People with good levels of emotional intelligence know that managing emotions does not mean controlling them; it doesn’t involve dominating or suppressing emotions. Instead, managing emotions involves being flexible with your thinking, behaviour and responses; being able to stay open to feelings, both those that are pleasant and those that are unpleasant.

And because we all experience and respond to emotions in different ways, Chapter 3 suggests a range of strategies and responses to manage emotions, other people, events and situations. The emphasis is on identifying ways that work for you, personally, to manage emotions and the thoughts, feelings and behaviour that go with them.

By the end of Part 1, you will have understood, then, that emotional intelligence involves both understanding and managing emotions – yours and other people’s.

It’s a dynamic process; the extent to which you can understand and manage your own emotions influences your ability to understand and manage other people’s emotions. And vice versa.

However, emotional intelligence is not limited to specific strategies to manage specific emotions, people and situations. There is further scope for you to understand and manage emotions – yours and other people’s.

Communication skills, assertiveness, a positive approach and an optimistic outlook are key features of emotional intelligence.

In Part 2 we start by looking at how you can develop your emotional intelligence by developing your communication skills.

You will learn that good communication is an inherent part – a permanent and inseparable element – of emotional intelligence. How come?

Communication between people involves expressing thoughts, ideas, opinions, feelings and emotions. It involves making sense and meaning; understanding each other, what we each think and feel. And we all know how hard that can often be!

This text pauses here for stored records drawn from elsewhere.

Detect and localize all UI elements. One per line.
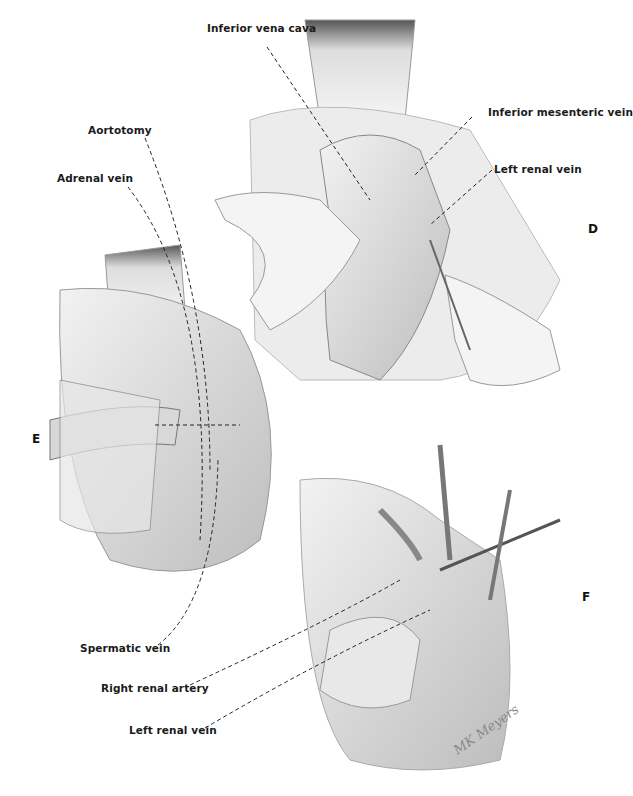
label-aortotomy: Aortotomy bbox=[88, 124, 152, 136]
label-adrenal-vein: Adrenal vein bbox=[57, 172, 133, 184]
label-right-renal-artery: Right renal artery bbox=[101, 682, 209, 694]
label-left-renal-vein-f: Left renal vein bbox=[129, 724, 217, 736]
label-spermatic-vein: Spermatic vein bbox=[80, 642, 170, 654]
panel-label-e: E bbox=[32, 432, 40, 446]
panel-e-illustration bbox=[50, 245, 271, 571]
panel-d-illustration bbox=[215, 20, 560, 386]
label-inferior-mesenteric-vein: Inferior mesenteric vein bbox=[488, 106, 633, 118]
panel-label-f: F bbox=[582, 590, 590, 604]
panel-f-illustration bbox=[300, 445, 560, 770]
label-left-renal-vein-d: Left renal vein bbox=[494, 163, 582, 175]
label-inferior-vena-cava: Inferior vena cava bbox=[207, 22, 316, 34]
panel-label-d: D bbox=[588, 222, 598, 236]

Chapter 4 will help you become a better communicator – it will give you insights, ideas and plenty of tips and techniques on how to ‘read between the lines’ and get a better understanding of what others are thinking and feeling.

It’s not difficult – you simply draw on the natural ability we all already have to understand someone else’s experience, their point of view, their thoughts and feelings. Even when their experience, perspective and feelings differ from your own.

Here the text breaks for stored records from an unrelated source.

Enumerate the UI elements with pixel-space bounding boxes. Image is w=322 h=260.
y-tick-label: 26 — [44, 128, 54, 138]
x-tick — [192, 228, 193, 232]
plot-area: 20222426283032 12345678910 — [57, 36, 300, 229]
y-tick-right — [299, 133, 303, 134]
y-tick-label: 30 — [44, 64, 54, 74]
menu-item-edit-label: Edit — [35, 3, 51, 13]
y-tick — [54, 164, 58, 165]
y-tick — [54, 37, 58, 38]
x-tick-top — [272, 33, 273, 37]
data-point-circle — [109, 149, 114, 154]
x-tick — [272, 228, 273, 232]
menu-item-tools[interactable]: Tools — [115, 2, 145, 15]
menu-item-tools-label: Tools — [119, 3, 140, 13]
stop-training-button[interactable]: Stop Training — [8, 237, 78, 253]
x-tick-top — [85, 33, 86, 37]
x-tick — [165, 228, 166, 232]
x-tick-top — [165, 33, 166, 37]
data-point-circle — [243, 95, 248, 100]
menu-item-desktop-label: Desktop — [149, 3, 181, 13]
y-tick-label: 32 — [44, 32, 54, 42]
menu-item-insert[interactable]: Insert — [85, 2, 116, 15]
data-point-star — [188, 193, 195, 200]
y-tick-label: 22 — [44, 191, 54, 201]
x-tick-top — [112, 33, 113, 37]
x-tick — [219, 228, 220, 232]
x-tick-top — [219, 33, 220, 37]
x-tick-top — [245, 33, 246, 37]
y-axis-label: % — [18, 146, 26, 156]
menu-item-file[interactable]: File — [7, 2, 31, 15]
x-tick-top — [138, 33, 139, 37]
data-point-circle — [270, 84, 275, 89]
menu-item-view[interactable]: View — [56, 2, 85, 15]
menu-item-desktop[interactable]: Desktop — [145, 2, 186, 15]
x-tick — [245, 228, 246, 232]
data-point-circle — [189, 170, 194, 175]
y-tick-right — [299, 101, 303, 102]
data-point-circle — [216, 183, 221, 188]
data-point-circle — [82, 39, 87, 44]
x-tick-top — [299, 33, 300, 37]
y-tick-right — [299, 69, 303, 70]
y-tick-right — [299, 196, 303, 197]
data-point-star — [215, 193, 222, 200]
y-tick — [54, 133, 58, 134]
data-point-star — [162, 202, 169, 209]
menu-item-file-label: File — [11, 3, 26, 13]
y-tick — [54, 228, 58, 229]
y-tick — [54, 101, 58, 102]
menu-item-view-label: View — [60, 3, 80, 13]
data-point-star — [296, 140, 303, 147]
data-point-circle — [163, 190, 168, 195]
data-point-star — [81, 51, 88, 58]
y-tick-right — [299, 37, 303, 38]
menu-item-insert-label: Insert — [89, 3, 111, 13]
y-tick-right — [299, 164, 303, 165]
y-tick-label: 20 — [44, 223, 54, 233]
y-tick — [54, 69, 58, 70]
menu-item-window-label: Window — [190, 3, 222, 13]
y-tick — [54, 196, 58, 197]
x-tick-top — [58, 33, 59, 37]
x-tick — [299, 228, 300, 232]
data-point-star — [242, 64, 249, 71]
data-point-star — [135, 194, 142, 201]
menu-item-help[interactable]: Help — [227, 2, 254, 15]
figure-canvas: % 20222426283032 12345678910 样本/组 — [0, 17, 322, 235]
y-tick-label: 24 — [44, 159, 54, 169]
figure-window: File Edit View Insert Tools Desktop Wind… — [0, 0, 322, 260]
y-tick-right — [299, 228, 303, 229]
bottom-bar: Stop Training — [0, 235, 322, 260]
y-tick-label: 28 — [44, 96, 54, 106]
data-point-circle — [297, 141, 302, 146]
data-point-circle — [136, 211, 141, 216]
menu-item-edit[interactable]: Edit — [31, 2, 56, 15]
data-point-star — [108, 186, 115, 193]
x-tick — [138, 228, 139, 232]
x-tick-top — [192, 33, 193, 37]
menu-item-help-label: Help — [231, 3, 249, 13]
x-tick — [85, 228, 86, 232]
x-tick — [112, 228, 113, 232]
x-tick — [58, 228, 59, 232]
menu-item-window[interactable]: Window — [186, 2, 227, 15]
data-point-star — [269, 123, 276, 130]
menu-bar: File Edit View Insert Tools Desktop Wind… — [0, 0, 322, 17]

This ability is called empathy. And while we all have the ability to empathise, it’s an ability that can be improved in easy, straightforward ways. How? Simply by observing, listening and asking questions.

How, though, you might ask, can you better express your thoughts, opinions, feelings and emotions? By knowing how to assert yourself. Again, assertiveness is an integral part of emotional intelligence. Chapter 5 explains that just as emotional intelligence involves being able to understand and manage your feelings, so does being assertive.

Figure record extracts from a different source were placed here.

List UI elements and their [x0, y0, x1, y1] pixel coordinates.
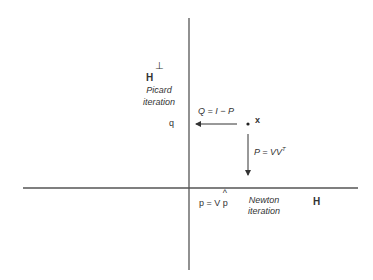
picard-label-line1: Picard	[135, 86, 183, 95]
diagram-canvas	[0, 0, 373, 280]
q-operator-label: Q = I − P	[198, 107, 234, 116]
point-x-dot	[246, 122, 249, 125]
h-perp-base: H	[146, 72, 153, 83]
p-hat-base: p	[223, 198, 228, 208]
p-eq-text: p = V	[199, 198, 220, 208]
h-perp-label: H	[146, 73, 153, 83]
p-operator-base: P = VV	[254, 147, 282, 157]
newton-label-line1: Newton	[244, 196, 284, 205]
h-label: H	[313, 197, 320, 207]
q-label: q	[169, 119, 174, 128]
perp-symbol: ⊥	[155, 61, 164, 71]
p-operator-label: P = VVT	[254, 146, 286, 157]
picard-label-line2: iteration	[135, 98, 183, 107]
hat-symbol: ^	[223, 189, 227, 198]
point-x-label: x	[255, 116, 260, 125]
p-hat: ^ p	[223, 199, 228, 208]
newton-label-line2: iteration	[244, 207, 284, 216]
transpose-sup: T	[282, 146, 286, 152]
p-equation-label: p = V ^ p	[199, 199, 228, 208]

Assertiveness calls for you to express thoughts, opinions and feelings in direct, honest and appropriate ways while at the same time taking into consideration the other person’s opinions, feelings and needs.

Again, this chapter has plenty of advice and easy to follow techniques that you can use to help you to be more assertive. Don’t worry if the thought of saying what you feel, think, want and don’t want makes you anxious; I encourage you to start small and explain how you can practise being assertive in low-stakes situations. Once you feel comfortable in these low-risk situations, you will feel more confident to move on to other issues and situations, little by little.

And as your confidence improves, so will your emotional...

Erscheint lt. Verlag 5.11.2024
Sprache englisch
Themenwelt Wirtschaft Betriebswirtschaft / Management
Schlagworte boosting eq • can I improve my emotional intelligence? • can I improve my eq? • eq book • eq hacks • eq improvement • eq tips • eq tricks • Remote Work • remote work eq • Self-Help Book • social media eq • what is emotional intelligence? • what is eq?